CONTACTS
Contact us
Social Contacts


Charles G. Finney
(29/08/1792 - 16/8/1875)




THEOLOGICAL LECTURES - 1940

SKELETONS OF A COURSE OF THEOLOGICAL LECTURES

BY REV. C. G. FINNEY

Professor Of Didactic, Polemic, And Pastoral Theology, In The Oberlin Collegiate Institute

VOL 1.

OBERLIN: PRINTED AND PUBLISHED BY JAMES STEELE.
1840
Entered according to Act of Congress, in 1840, by
CHARLES G. FINNEY,
In the Clerk's Office of the District Court of Ohio.

[Created and used With His Students by Prof. Finney from 1840 and Thereafter]

[This Text is The 1840 First Edition]


LECTURE XIV.

MORAL ATTRIBUTES.--NO. 5.

WISDOM OF GOD.

 

FIRST. Define Wisdom.

SECOND. Prove that Wisdom is an attribute of God.

 

FIRST. Define Wisdom.

1. Wisdom is the most benevolent use of knowledge and power.

2. The attribute of wisdom in God, is his disposition to use his knowledge and power in the most benevolent manner. In other words, to exercise his natural attributes for the promotion of the highest good.

3. It is the choice of the best or most benevolent ends, and of the most suitable means for the accomplishment of those ends.

SECOND. Wisdom is an attribute of God.

1. The benevolence of God has been established. Benevolence is good willing, or the love of being and of happiness. The exercise of benevolence, together with its carrying out, or its gratification, constitutes the happiness of God.

2. God's happiness is infinitely the greatest good in the universe. It is plainly the greatest possible good. To purpose to do what he most loves to do, and thus promote his own happiness by the exercise and gratification of his infinitely benevolent disposition, is certainly the perfection of wisdom. His supreme end must have been the promotion of his own glory and happiness, as this was the highest, most worthy, and desirable end that he could propose to himself. A subordinate end, is the virtue and happiness of his creatures. Their happiness is not regarded as a mere means of promoting his own, but as an end, something chosen for its own sake. Yet an end subordinate to his own glory and happiness, as the virtue, glory, and happiness of all creatures, is infinitely less valuable than the glory and happiness of God.

3. The Bible declares that God made all things for himself.

4. The Bible declares that God governs all things for his own glory. This certainly is wise.

5. The means which he has selected and which he uses for the promotion of these ends declare his wisdom.

(1.) The creation of the material universe must have been a source of enjoyment to him. At the end of every day's labor, he declared his satisfaction by pronouncing it good.

(2.) In the works of creation all his natural attributes were exercised and reflected upon him.

(3.) His providential government is a continued exercise and reflection upon himself of his natural and moral attributes.

(4.) If an artist takes pleasure in imitating the works of God, what must have been God's happiness in creating, and what must now be his happiness in sustaining the universe. Every moral being is in some degree sensible of the pleasures of taste. There is reason to believe that the taste of God is infinitely refined and exquisite. The beautiful and diversified scenery of the world and of the universe--the exquisite and inimitable penciling of the flowers--the colors and sweet sublimity of the rainbow, and a countless number of grand, sublime, beautiful, and exquisite things in the creation of God, render it manifest that he not only possesses taste of a most refined character, but that he has given himself full scope in its exercise and gratification. The great western prairies are his flower gardens. He has scattered a profusion of beauties, not only wherever there are mortal eyes to behold them, but also where no eye but his own beholds them.

(5.) His happiness must have been still more refined and exquisite in the creation and government of sentient beings, and in the numberless adaptations and contrivances for the promotion of their happiness.

(6.) The providential care of them must also be a source of continual enjoyment to him.

(7.) But most of all, the creation, government, and happiness of moral beings, afforded him exquisite enjoyment. When he had made man, he manifested his supreme pleasure in this work by pronouncing it "very good." Moral beings are capable of sympathizing with him, of being governed by the same motives, of forming the same character, of enjoying the same kind of happiness, capable of understanding his works and word, and of holding communion and fellowship with him. Thus it appears that God has chosen the highest ends, and the best means of accomplishing them, which is the perfection and the whole of wisdom.

6. The Bible every where ascribes wisdom to God, and affirms that all wisdom belongs to him. It speaks of him as "God only wise," and "the only wise God," and affirms that wisdom is an eternal attribute of God.

REMARKS.

1. In the material and moral universe, God has spread out before himself a vast field of usefulness.

2. In the works of creation he has opened to himself an endless source of enjoyment.

3. He takes more pleasure in giving than we do in receiving.

4. All that he has done and is doing for sinners must afford him great satisfaction.

5. The more we depend on him to do for us, the more highly we please him.

6. We can be truly happy only as we imitate God.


# WHAT THE EXERCISE ASKS:
Entries follow. Give back exactly the lines starting at the one containing "In order to click on a: Request" and ending at the one containing "This screenshot has width=1133, height=619.", and no other lines.

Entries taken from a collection
--- START ---
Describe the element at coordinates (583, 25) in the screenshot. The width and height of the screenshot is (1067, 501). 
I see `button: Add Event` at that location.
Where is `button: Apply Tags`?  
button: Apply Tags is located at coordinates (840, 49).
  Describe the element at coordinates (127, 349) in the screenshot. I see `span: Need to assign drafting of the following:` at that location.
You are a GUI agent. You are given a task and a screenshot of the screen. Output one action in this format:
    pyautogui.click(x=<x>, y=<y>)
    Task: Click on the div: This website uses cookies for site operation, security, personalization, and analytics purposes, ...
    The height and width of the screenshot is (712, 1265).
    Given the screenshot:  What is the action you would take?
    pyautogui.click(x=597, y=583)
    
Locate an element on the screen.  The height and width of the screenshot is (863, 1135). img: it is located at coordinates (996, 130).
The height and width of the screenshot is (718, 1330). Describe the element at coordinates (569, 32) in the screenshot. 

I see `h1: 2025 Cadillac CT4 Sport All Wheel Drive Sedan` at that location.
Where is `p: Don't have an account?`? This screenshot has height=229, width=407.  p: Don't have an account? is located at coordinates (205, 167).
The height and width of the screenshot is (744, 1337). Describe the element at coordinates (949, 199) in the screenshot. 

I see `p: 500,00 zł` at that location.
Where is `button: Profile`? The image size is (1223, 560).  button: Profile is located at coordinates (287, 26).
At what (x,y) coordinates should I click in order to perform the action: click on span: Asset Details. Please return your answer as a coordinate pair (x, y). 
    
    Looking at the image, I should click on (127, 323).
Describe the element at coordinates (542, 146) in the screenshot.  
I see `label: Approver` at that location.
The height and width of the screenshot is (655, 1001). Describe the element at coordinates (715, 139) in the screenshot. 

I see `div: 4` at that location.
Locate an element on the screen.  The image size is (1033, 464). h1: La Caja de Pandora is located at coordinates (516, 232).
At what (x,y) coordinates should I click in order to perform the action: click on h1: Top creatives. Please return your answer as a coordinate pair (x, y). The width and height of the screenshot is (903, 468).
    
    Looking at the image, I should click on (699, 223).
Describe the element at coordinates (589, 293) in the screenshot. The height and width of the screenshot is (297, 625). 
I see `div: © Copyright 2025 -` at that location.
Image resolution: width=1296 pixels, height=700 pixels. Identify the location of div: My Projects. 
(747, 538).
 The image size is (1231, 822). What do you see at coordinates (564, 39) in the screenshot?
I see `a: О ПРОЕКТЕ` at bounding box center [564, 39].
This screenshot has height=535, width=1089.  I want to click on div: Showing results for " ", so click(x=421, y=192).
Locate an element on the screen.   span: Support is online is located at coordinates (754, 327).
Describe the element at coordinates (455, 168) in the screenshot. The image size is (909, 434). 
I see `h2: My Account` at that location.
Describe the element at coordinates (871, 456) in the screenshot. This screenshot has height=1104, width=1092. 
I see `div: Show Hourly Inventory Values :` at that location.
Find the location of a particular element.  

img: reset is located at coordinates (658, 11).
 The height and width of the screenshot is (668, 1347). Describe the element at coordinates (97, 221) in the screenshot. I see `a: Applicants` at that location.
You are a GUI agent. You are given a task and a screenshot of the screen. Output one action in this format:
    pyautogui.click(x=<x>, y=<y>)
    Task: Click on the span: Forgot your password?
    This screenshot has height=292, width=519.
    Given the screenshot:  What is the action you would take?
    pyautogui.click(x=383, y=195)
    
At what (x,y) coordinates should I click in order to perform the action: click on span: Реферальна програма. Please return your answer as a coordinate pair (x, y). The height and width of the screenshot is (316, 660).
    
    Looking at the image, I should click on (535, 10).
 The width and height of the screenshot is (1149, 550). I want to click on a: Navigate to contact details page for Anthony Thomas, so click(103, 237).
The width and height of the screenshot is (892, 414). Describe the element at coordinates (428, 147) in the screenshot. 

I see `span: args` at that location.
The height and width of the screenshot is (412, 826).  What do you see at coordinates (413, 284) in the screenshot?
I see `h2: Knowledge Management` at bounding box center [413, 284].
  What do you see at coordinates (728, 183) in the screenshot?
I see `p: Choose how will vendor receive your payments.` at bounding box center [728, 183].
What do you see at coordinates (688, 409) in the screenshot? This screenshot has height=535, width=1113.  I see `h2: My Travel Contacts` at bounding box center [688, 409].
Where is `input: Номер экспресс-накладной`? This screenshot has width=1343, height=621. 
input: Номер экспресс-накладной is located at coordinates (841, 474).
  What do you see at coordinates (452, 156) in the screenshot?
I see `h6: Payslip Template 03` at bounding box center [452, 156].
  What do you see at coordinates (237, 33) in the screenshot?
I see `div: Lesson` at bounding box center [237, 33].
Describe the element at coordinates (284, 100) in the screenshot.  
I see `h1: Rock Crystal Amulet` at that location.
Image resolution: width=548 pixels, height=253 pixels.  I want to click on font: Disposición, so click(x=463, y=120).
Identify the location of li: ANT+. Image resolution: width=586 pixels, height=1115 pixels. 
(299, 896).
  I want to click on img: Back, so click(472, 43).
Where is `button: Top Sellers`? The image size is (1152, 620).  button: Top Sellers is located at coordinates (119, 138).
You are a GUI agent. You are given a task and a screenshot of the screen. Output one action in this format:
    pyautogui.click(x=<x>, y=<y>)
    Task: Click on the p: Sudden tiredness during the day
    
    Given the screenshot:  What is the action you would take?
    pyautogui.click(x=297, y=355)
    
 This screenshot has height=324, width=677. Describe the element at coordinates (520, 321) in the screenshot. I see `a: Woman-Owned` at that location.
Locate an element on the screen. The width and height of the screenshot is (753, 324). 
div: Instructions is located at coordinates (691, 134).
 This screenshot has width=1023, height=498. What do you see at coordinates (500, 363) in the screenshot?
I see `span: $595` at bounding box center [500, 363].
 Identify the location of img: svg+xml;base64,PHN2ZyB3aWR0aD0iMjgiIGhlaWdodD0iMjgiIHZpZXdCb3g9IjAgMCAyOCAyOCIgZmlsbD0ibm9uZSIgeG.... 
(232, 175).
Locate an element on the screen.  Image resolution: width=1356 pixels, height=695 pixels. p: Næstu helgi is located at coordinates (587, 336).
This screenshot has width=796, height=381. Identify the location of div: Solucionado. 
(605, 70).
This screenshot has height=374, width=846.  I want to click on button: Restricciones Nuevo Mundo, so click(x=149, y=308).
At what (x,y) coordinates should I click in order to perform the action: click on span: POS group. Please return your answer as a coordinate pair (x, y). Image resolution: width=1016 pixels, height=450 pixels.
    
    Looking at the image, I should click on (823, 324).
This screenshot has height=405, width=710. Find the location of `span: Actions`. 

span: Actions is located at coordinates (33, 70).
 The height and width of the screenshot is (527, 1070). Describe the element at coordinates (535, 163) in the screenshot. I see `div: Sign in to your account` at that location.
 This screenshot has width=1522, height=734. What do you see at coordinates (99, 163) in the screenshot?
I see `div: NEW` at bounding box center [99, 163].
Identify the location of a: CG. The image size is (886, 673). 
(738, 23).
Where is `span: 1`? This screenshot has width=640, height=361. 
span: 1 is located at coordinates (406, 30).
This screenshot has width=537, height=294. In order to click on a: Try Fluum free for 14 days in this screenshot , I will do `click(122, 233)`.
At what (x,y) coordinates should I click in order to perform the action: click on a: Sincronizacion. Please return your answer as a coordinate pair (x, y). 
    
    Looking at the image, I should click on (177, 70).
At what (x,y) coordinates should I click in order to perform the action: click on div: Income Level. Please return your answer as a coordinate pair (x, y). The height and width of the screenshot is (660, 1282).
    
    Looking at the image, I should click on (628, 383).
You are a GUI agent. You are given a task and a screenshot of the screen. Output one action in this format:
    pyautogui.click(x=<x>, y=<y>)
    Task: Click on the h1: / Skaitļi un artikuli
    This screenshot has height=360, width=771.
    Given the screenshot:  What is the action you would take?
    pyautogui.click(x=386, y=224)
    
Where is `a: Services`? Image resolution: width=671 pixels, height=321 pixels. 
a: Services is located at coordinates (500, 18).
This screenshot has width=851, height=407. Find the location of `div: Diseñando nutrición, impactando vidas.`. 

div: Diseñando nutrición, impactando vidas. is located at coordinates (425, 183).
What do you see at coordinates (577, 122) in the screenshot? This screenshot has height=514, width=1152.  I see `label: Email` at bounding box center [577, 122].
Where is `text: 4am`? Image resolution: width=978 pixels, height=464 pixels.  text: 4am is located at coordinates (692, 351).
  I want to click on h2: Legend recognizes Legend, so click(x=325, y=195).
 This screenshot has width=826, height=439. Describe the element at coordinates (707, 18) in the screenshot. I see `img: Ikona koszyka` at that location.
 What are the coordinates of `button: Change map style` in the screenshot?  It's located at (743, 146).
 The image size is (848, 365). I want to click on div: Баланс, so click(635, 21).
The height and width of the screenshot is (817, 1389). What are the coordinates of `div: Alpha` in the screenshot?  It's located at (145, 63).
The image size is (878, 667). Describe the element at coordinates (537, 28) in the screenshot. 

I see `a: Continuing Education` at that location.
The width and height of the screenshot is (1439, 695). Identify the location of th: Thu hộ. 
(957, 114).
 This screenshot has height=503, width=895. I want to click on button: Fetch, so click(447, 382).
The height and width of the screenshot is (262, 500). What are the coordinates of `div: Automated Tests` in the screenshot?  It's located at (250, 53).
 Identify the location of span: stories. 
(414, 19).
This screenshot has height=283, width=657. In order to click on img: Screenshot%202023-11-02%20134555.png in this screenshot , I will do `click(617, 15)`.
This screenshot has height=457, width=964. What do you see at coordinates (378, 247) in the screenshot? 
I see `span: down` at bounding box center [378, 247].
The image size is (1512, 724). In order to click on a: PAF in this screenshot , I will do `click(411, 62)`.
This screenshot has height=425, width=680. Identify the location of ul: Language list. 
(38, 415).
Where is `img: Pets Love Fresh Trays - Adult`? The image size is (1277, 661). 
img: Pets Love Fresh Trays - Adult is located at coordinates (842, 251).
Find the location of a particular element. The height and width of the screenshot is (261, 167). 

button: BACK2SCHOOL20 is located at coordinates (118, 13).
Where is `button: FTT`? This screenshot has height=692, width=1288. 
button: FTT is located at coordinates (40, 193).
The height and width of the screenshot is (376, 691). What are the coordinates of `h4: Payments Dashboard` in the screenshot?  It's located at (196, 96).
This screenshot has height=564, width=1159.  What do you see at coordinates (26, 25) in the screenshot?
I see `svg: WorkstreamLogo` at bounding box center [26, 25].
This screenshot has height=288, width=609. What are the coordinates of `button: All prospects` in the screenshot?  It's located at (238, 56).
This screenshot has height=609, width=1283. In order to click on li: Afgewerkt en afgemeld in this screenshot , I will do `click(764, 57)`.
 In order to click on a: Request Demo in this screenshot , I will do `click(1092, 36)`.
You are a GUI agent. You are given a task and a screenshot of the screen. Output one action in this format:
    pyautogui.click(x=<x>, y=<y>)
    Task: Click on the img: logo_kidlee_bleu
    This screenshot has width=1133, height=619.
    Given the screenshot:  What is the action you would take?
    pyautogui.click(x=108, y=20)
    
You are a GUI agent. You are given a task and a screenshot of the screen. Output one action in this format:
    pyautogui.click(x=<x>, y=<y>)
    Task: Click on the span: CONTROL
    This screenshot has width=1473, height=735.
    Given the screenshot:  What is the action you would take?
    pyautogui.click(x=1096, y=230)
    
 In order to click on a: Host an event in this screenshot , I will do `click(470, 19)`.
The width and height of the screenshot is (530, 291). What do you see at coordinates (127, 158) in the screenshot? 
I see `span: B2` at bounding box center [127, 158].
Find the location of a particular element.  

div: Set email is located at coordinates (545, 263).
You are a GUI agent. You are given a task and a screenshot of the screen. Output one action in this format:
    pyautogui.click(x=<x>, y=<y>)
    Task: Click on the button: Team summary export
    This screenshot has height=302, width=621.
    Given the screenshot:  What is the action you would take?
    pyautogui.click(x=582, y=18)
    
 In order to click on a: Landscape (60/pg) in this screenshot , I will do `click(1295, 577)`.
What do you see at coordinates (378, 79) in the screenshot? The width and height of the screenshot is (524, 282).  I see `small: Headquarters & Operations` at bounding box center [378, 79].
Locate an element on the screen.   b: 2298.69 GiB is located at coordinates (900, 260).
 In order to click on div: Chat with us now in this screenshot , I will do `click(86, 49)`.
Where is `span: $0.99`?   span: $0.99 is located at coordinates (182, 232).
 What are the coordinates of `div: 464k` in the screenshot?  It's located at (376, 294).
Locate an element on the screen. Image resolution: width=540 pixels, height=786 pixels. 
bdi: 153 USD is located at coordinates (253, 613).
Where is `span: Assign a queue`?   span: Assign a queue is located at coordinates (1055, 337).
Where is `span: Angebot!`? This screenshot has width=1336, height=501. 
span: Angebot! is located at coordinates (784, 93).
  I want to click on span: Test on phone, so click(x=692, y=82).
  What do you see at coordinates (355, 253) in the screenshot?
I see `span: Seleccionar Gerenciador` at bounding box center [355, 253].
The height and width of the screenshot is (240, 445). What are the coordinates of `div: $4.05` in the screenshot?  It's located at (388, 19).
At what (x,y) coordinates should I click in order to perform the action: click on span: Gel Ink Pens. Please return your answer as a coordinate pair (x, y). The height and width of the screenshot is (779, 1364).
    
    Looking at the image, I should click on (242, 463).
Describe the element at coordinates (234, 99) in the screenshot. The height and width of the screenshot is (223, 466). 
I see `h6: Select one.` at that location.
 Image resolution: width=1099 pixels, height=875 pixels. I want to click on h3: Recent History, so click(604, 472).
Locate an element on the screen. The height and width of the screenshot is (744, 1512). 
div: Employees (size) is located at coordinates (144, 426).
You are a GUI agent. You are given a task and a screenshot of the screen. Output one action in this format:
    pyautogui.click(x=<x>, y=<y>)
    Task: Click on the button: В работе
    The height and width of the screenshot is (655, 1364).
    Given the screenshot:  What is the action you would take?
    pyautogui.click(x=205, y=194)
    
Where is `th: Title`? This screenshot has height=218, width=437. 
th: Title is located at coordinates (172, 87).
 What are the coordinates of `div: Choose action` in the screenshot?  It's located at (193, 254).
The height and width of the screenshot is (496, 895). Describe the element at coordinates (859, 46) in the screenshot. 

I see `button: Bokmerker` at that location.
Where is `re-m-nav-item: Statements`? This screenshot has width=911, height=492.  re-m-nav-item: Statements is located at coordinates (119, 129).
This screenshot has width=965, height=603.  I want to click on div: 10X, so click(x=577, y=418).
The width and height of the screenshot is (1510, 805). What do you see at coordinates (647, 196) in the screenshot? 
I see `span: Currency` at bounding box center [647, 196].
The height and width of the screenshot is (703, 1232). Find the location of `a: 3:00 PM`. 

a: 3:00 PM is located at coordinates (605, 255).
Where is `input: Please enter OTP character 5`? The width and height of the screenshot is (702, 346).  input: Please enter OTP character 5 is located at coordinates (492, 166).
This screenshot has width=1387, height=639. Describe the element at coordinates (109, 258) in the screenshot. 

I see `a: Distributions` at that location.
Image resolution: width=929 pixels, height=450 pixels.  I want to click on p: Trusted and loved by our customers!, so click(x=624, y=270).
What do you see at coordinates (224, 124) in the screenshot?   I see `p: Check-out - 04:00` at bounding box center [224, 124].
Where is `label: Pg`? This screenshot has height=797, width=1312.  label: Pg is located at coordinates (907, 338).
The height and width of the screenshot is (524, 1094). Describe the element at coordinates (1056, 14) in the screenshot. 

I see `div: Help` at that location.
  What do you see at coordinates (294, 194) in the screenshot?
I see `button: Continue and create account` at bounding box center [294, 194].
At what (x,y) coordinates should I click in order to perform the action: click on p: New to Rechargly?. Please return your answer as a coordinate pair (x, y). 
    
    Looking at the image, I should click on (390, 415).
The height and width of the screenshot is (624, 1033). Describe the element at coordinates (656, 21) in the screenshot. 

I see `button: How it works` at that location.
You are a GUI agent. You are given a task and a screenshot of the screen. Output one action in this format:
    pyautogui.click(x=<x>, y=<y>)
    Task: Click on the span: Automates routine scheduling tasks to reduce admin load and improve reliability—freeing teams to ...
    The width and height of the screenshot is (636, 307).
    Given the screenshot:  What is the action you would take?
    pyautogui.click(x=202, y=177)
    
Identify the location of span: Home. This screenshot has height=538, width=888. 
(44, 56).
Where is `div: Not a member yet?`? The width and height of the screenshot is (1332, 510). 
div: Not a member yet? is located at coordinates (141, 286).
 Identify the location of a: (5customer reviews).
--- END ---
# WRITTEN ANSWER:
 In order to click on a: Request Demo in this screenshot , I will do `click(1092, 36)`.
You are a GUI agent. You are given a task and a screenshot of the screen. Output one action in this format:
    pyautogui.click(x=<x>, y=<y>)
    Task: Click on the img: logo_kidlee_bleu
    This screenshot has width=1133, height=619.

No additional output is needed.